It's Wine running on Linux (which I gather from a quick look is not the actual kernel, but an minimal self written stub enough to run Wine. Is this correct?) which itself is running in an emulator, compiled into binaries for Window, MacOS, Linux and web.
Yes, the goal of Boxedwine is to run old Windows programs in a platform independent way without a VM or disk images. So basically it is Dosbox but for Windows. At first I started out writing my own Win32 API implementation, and it worked for the first couple of games. But eventually I saw it was more than 1 person could do. That is when I realized Wine was the only solution and since that only worked on Linux, I had to create minimal Linux emulator to run Wine. Implementing the kernal syscalls did take some time. But It is capable to running emulated threads and processes in a single threaded app, which is why it works with Emscripten.
Just like Wine, Boxedwine won't work with games that have CD checks. If it is just trying to find the CD in order to play a video off of it or grab a large file it didn't install, that might work, but only if the code isn't making sure its a real CD device. Seems like my UI should be able to handle the user dragging an installer into it from a CD where the CD will be used again. For that to work it would need to copy the CD and mount it internally so that the program can find it again while running. Right now I don't do that, but I think that would be a useful enhancement that isn't too hard to do.

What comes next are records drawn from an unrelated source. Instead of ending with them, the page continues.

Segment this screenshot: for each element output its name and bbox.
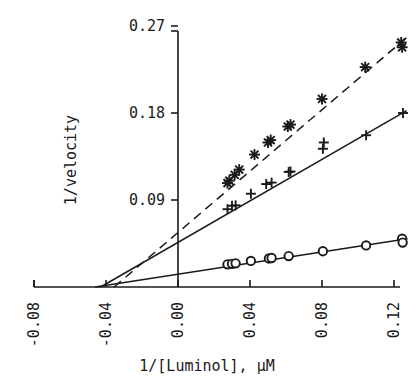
regression-lines bbox=[95, 38, 407, 287]
data-point-star bbox=[265, 135, 276, 146]
data-point-circle bbox=[267, 254, 275, 262]
data-point-star bbox=[249, 149, 260, 160]
y-axis-tick-labels: 0.090.180.27 bbox=[129, 17, 165, 209]
x-tick-label: 0.08 bbox=[313, 302, 331, 338]
data-point-star bbox=[317, 93, 328, 104]
y-tick-label: 0.09 bbox=[129, 191, 165, 209]
x-tick-label: 0.12 bbox=[385, 302, 403, 338]
data-point-star bbox=[234, 164, 245, 175]
fit-line-star bbox=[114, 38, 407, 287]
data-markers bbox=[222, 37, 408, 269]
data-point-plus bbox=[398, 108, 408, 118]
data-point-star bbox=[397, 42, 408, 53]
x-tick-label: -0.04 bbox=[97, 302, 115, 347]
lineweaver-burk-plot: -0.08-0.040.000.040.080.12 0.090.180.27 … bbox=[0, 0, 414, 391]
data-point-plus bbox=[246, 189, 256, 199]
data-point-circle bbox=[398, 238, 406, 246]
data-point-star bbox=[285, 119, 296, 130]
x-axis-ticks bbox=[34, 280, 394, 287]
x-tick-label: -0.08 bbox=[25, 302, 43, 347]
y-tick-label: 0.18 bbox=[129, 104, 165, 122]
data-point-plus bbox=[261, 179, 271, 189]
data-point-circle bbox=[231, 259, 239, 267]
chart-canvas: -0.08-0.040.000.040.080.12 0.090.180.27 … bbox=[0, 0, 414, 391]
data-point-plus bbox=[319, 137, 329, 147]
x-axis-tick-labels: -0.08-0.040.000.040.080.12 bbox=[25, 302, 403, 347]
y-axis-ticks bbox=[171, 26, 178, 200]
data-point-star bbox=[360, 62, 371, 73]
data-point-circle bbox=[247, 257, 255, 265]
y-tick-label: 0.27 bbox=[129, 17, 165, 35]
data-point-circle bbox=[285, 252, 293, 260]
x-tick-label: 0.00 bbox=[169, 302, 187, 338]
x-tick-label: 0.04 bbox=[241, 302, 259, 338]
x-axis-title: 1/[Luminol], μM bbox=[139, 357, 274, 375]
data-point-circle bbox=[362, 241, 370, 249]
y-axis-title: 1/velocity bbox=[62, 115, 80, 205]
data-point-circle bbox=[319, 247, 327, 255]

As for the Putt-Putt, that has the look of flash or Adobe Air. I know that things like Java, and .Net don't work yet in Boxedwine, so if it is doing any kind of JIT then it won't work. I added that to the list of games I should look at.
You got pretty unlucky if you only tried 2 older games like that and neither worked.
I did get them working and playable some time ago on Linux using Wine though (my little brother likes to play them still, except he can't get used to Linux), even though they ask for CD-rom.
The Putt-Putt game is using some custom click 'n play Python2 based "SCUMM" engine, it doesn't require Java or .NET iirc. And I think they predate JIT a bit.